Numerous dialogues are currently underway regarding plans for developing an order in the Eurasia and Asia-Pacific regions. Multiple ideas and frameworks are also being proposed, including China’s One Belt, One Road plan and the Free and Open Indo-Pacific concept backed by countries including Japan, the United States, Australia and India. To a large extent, these frameworks rest on the assumption of confrontation between the new order that China is attempting to build and the current order supported by countries centered on Japan and the United States.
Recently, Japanese politicians have begun suggesting that the Free and Open Indo-Pacific concept is not mutually exclusive with the One Belt, One Road plan, and that there could be a cooperative relationship between the two. Still, the relationship between them remains tense and confrontational.
The question is how to put these plans for building an order into action. The important aspect in this sense is how Japan, the United States and China should go about establishing an order. Not surprisingly, winning the understanding of the countries of the Asia-Pacific region is the key to these efforts. This is a highly diverse region, with countries ranging from emerging powers that belong to the Group of Twenty to others with per capita incomes of less than $1,000. In terms of political systems, there are both democracies and authoritarian regimes. How could any one order be agreeable for all of them? Yet conceiving such an order is the task that confronts the key players.
In that respect, what China offers is attractive to the region. Beijing attaches no conditions associated with democracy and human rights to its assistance. That assistance is generous, and the procedures are straightforward. New power relationships proposed by China are win-win relationships and partnerships based solely on economic ties.
In contrast, the Free and Open Indo-Pacific concept sets higher hurdles. Yet observers point out that countries that receive Chinese assistance often face a financial crisis as a result of the excessive lending by China. They become unable to repay their loans, and have been forced to offer China security of some kind. Sri Lanka is a case in point. Other observers note that authoritarian regimes are taking advantage of global positioning systems (GPS) and monitoring systems offered by China to strengthen their own oppression.
The positions and awareness of countries in the Indo-Pacific are factors that will determine the image of any regional order. For this reason, Japan, the United States, Australia and India, which are advancing the Free and Open Indo-Pacific concept, and China, which is proceeding with the One Belt, One Road plan, need to remain close to the countries of the region. The question of how to maintain close ties with authoritarian regimes is a difficult one, however. The United States retains an unyielding position on authoritarian nations, while Japan adopts a somewhat softer stance. However, will staying close produce results in terms of building an order?
That is unlikely, in my view. Rather, I would suggest that those countries behind the Free and Open Indo-Pacific concept actively support the democratic nations that support the concept and assist liberals in those countries that at least retain democracy as a system, even if in weakened form. As for those countries under authoritarian regimes, outreach to which has produced no visible effect, assistance can be dramatically curtailed, accepting their total commitment to China and waiting for these countries to discover for themselves the problems inherent in that approach.
In any event, merely calling for correctness is meaningless. To build an order, what is needed is the discipline to avoid getting too close to authoritarian regions, together with the imagination to understand the positions of those countries that do accept Chinese assistance.
Shin Kawashima is a professor at the University of Tokyo.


* **What is being asked**
Repeat, word for word and with nothing added, each line from the one containing "has width=1042, height=488." to the final line of the data, keeping both ends. Pictures are not part of the copy.

* **Exercise inputs**
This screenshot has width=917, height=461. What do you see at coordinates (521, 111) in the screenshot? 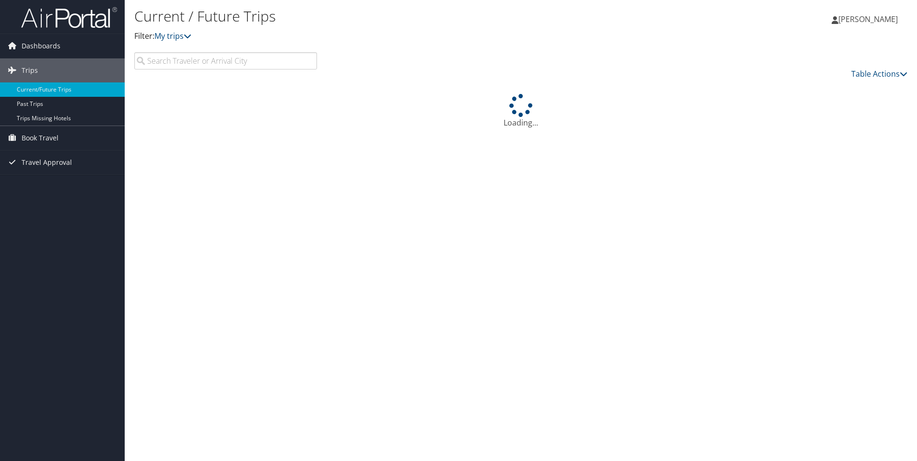
I see `div: Loading...` at bounding box center [521, 111].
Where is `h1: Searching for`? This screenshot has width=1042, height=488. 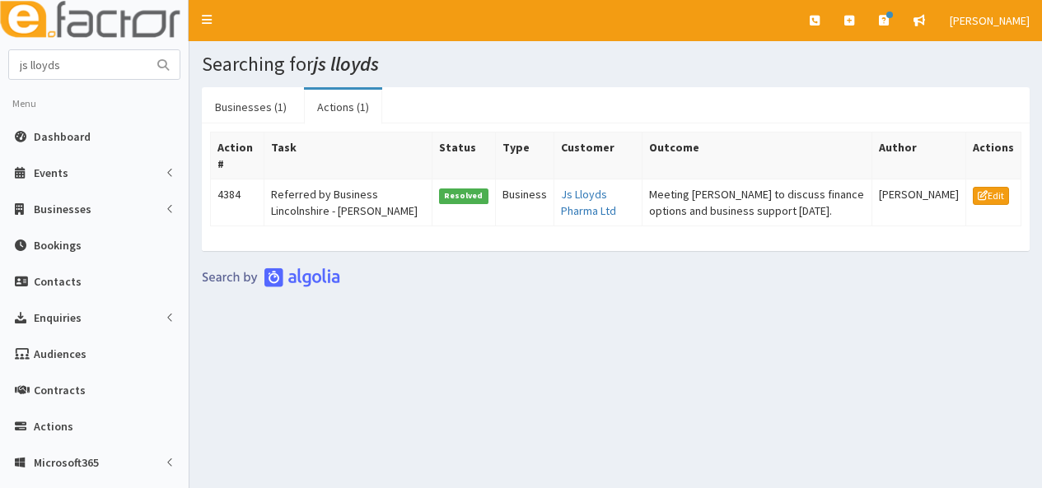
h1: Searching for is located at coordinates (615, 64).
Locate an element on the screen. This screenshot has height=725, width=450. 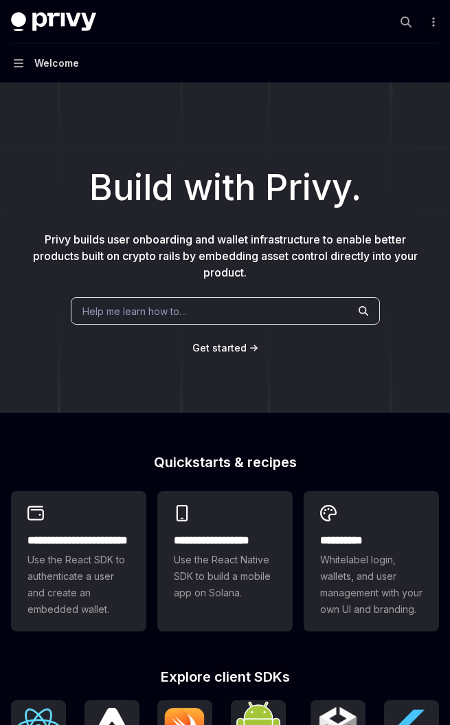
h2: Quickstarts & recipes is located at coordinates (225, 462).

* **Exercise solution**
Where is `h1: Searching for`? This screenshot has width=1042, height=488. 
h1: Searching for is located at coordinates (615, 64).
Locate an element on the screen. This screenshot has height=725, width=450. 
h2: Quickstarts & recipes is located at coordinates (225, 462).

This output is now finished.